Russell Maliphant presented five stunning works as part of his Still Current at Sadler's Wells this weekend. Working in collaboration with his lighting designer, Michael Hulls, Maliphant believes that movement and light combine to create a whole that is more powerful than either alone. This enables the audience to have a central focus from which to expand imaginatively. It is extremely difficult to achieve this.
His first offering was Still, danced by Dickson Mbi. This fusion of light and movement – just the right amount of movement – was as if an Op Art painting had turned into a performance. At one point, the Op Art effect gave way to a flicker, like an old film. The eyes were drawn to the human figure at the centre whose solidity and slower pace anchored the mind.

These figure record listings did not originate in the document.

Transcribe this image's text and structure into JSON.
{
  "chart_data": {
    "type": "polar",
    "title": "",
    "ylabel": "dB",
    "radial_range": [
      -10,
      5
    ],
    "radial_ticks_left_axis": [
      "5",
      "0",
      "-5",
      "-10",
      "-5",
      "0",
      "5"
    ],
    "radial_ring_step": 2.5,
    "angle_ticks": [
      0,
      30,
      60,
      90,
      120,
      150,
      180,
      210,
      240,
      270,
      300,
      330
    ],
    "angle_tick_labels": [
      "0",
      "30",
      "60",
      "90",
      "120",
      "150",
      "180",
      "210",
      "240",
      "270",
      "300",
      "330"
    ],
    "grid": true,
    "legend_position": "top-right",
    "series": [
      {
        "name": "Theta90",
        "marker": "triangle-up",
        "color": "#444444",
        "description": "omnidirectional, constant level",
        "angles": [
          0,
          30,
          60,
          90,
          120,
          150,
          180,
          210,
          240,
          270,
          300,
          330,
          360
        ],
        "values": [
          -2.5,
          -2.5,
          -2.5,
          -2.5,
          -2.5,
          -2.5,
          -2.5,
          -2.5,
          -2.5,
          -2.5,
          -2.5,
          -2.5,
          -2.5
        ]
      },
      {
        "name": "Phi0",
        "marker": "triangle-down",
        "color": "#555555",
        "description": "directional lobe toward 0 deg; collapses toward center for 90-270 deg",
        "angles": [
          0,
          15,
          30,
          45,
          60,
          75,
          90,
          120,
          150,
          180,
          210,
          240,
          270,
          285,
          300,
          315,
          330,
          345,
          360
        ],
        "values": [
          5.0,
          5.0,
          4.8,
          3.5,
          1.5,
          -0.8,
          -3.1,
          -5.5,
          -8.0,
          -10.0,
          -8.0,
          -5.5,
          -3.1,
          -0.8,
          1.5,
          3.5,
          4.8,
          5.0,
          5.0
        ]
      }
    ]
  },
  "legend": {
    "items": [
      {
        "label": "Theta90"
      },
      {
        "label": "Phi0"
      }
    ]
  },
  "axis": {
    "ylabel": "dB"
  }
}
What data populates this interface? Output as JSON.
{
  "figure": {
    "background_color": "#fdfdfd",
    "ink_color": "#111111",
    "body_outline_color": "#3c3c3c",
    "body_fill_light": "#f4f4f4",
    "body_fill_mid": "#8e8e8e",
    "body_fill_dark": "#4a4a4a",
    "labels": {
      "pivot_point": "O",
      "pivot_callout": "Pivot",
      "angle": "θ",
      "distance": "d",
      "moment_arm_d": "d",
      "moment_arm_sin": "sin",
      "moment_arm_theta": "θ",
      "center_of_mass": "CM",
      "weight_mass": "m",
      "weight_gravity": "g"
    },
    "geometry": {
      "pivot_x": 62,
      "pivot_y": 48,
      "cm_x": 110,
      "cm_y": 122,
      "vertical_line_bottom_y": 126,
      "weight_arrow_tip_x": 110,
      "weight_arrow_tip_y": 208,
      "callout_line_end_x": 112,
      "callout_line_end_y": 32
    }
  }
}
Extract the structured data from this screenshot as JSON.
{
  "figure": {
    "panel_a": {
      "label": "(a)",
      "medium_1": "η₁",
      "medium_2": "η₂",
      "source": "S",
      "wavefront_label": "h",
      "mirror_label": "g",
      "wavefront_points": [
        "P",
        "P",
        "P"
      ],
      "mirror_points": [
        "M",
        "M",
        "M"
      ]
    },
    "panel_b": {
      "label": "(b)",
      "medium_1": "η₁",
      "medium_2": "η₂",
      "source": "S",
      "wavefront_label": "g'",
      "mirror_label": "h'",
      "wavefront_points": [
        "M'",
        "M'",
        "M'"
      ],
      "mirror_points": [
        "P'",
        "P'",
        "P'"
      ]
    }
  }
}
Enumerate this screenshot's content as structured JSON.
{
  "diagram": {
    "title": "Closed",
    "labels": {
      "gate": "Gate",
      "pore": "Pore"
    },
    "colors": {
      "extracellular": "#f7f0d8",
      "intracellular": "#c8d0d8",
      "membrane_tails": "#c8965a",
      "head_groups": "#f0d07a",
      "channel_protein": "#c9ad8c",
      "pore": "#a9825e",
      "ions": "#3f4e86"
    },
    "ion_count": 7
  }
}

There was a contrasting moment when the dancer moved and the light was still.
Traces drew upon Maliphant's interest in capoeira, a Brazilian martial arts form incorporating acrobatics and dance. This wasn't immediately evident, as the first performer entered the stage carrying a cane, accompanied by, perhaps, church bells chiming rhythmically. Was this a blind man feeling his way? The tempo began to build as a second and third man both entered with canes. The dance was transformed into a martial display as the three did the same movements in unison, and the church peeling mutated into a pulsating crescendo. There are many ways to explore three bodies dancing: if each does different steps simultaneously, the effect can be fugal or, in less accomplished hands, visually confusing.
Maliphant knows that as a choreographer, the movements must suit the body of the dancer, but each body will change the meaning of the dance. He has worked with Sylvie Guillem previously and now works with Carys Staton. In Two, Carys Staton is enclosed in a box of light and her long, rounded movements fill the space. I thought that Sylvie Guillem's angular movements made the box feel like a prison cell, whereas Carys's offered a contrast between circle and square.